ORBIS · Percorso · Paris · 3.5 hoursParis — The Left Bank: Bac to Bonaparte
The Rive Gauche answer to the Faubourg: a cabinet of taxidermied wonders, the swimming-pool Hermès, the world’s first department store, and the little shops of pigment, wax and chocolate that supplied three centuries of Parisian genius.
- 0:00 — Deyrolle 46 rue du Bac
Begin in the 1831 cabinet of curiosities — lions, beetles and botany prints upstairs; Woody Allen filmed here, Dalí shopped here. - 0:30 — Hermès 17 rue de Sèvres
The Left Bank Hermès — built inside the Lutetia’s 1935 art-deco swimming pool; the ash-wood pods alone justify the detour. - 1:00 — Le Bon Marché 24 rue de Sèvres
The world’s first department store, 1852 — Eiffel worked on the frame; cross to the Grande Épicerie for the food halls. - 1:40 — Poilâne 8 rue du Cherche-Midi
The P-scored sourdough from the wood-fired cellar oven — buy the punitions by the bag. - 2:05 — Debauve & Gallais 30 rue des Saints-Pères
Chocolate since 1800 from Marie-Antoinette’s pharmacist — the colonnaded counter is a national monument of appetite. - 2:30 — Cire Trudon 78 rue de Seine
Wax since 1643 — candles for Versailles; the green-and-gold busts still cast in Normandy. - 2:50 — Sennelier 3 quai Voltaire
The pigment shop of Cézanne and Picasso — honey-based pastels invented here for Degas; creaking drawers of pure color. - 3:15 — Officine Universelle Buly 6 rue Bonaparte
Finale in the apothecary theatre — water-based perfumes, combs and calligraphed labels while you wait.
Pierre Hermé’s macarons wait on rue Bonaparte, the bouquinistes’ green boxes line the quai, and the eternal question — Flore or Deux Magots — deserves to be settled in person, twice.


Only lines that contain the word "sine" belong in the answer; copy them from the records below.
##### Material to process #####
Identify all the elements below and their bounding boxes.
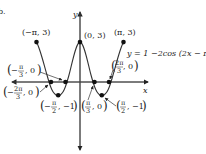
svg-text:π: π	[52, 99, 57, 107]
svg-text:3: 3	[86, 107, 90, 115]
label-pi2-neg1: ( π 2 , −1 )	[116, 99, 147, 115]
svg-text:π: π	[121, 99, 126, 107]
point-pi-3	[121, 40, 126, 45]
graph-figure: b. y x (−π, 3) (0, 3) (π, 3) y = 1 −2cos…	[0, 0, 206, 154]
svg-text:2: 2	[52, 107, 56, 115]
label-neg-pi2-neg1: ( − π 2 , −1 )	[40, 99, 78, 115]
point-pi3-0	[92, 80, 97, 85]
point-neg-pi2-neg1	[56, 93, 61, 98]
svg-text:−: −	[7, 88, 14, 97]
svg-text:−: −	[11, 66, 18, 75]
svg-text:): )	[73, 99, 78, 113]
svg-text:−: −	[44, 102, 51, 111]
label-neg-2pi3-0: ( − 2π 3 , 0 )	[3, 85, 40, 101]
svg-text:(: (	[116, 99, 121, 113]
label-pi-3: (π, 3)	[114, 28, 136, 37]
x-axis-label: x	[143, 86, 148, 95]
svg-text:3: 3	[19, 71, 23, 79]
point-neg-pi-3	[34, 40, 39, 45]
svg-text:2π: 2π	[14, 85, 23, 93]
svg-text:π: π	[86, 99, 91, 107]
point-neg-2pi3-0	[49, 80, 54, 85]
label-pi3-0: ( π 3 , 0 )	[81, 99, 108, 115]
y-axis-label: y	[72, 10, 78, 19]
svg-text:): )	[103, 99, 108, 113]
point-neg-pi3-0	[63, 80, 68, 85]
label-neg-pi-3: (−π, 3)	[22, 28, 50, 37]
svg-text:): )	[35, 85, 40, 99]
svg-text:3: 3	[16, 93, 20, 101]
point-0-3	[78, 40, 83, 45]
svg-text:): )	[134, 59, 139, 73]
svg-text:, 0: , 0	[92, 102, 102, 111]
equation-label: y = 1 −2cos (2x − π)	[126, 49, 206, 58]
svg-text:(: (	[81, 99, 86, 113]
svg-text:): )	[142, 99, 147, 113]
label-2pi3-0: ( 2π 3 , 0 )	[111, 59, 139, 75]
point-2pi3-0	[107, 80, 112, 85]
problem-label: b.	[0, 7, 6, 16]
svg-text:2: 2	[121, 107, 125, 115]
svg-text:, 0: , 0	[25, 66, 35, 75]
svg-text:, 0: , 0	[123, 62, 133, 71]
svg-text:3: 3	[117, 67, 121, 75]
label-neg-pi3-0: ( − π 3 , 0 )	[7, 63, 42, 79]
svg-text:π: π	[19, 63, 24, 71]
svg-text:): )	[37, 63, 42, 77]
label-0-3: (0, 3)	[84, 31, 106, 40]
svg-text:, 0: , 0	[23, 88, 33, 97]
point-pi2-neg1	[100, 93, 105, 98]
#####
##### Material to process #####
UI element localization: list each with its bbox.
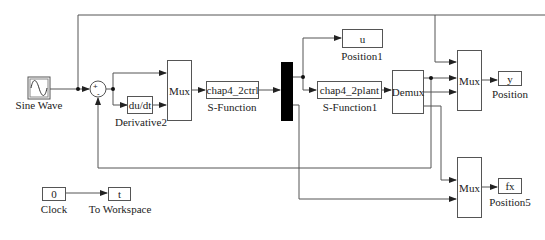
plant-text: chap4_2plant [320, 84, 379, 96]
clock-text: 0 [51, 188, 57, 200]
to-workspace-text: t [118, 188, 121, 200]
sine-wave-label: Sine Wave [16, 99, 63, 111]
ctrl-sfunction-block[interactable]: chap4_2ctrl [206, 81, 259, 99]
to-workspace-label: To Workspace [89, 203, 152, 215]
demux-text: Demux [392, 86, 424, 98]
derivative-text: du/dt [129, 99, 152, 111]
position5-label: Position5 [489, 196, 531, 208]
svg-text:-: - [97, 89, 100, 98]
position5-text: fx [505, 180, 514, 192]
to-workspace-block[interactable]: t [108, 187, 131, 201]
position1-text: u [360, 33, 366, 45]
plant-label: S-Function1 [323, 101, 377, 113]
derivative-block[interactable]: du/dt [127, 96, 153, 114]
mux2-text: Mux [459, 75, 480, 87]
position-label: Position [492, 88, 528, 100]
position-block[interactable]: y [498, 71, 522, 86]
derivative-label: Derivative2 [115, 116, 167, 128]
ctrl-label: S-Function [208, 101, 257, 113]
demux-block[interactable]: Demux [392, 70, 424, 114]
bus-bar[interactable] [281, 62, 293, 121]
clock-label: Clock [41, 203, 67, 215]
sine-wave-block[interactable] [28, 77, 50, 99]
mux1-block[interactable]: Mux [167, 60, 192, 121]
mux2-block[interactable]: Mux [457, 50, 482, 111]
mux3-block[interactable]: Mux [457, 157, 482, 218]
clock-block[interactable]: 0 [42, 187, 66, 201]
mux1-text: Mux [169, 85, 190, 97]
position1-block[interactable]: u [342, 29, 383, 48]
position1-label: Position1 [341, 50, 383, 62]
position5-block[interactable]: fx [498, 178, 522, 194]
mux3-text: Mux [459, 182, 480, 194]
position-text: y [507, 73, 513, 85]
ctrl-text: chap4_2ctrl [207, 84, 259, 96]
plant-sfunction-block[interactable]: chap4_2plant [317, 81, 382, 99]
#####
Response –
sine-wave-label: Sine Wave [16, 99, 63, 111]
sine-wave-block[interactable] [28, 77, 50, 99]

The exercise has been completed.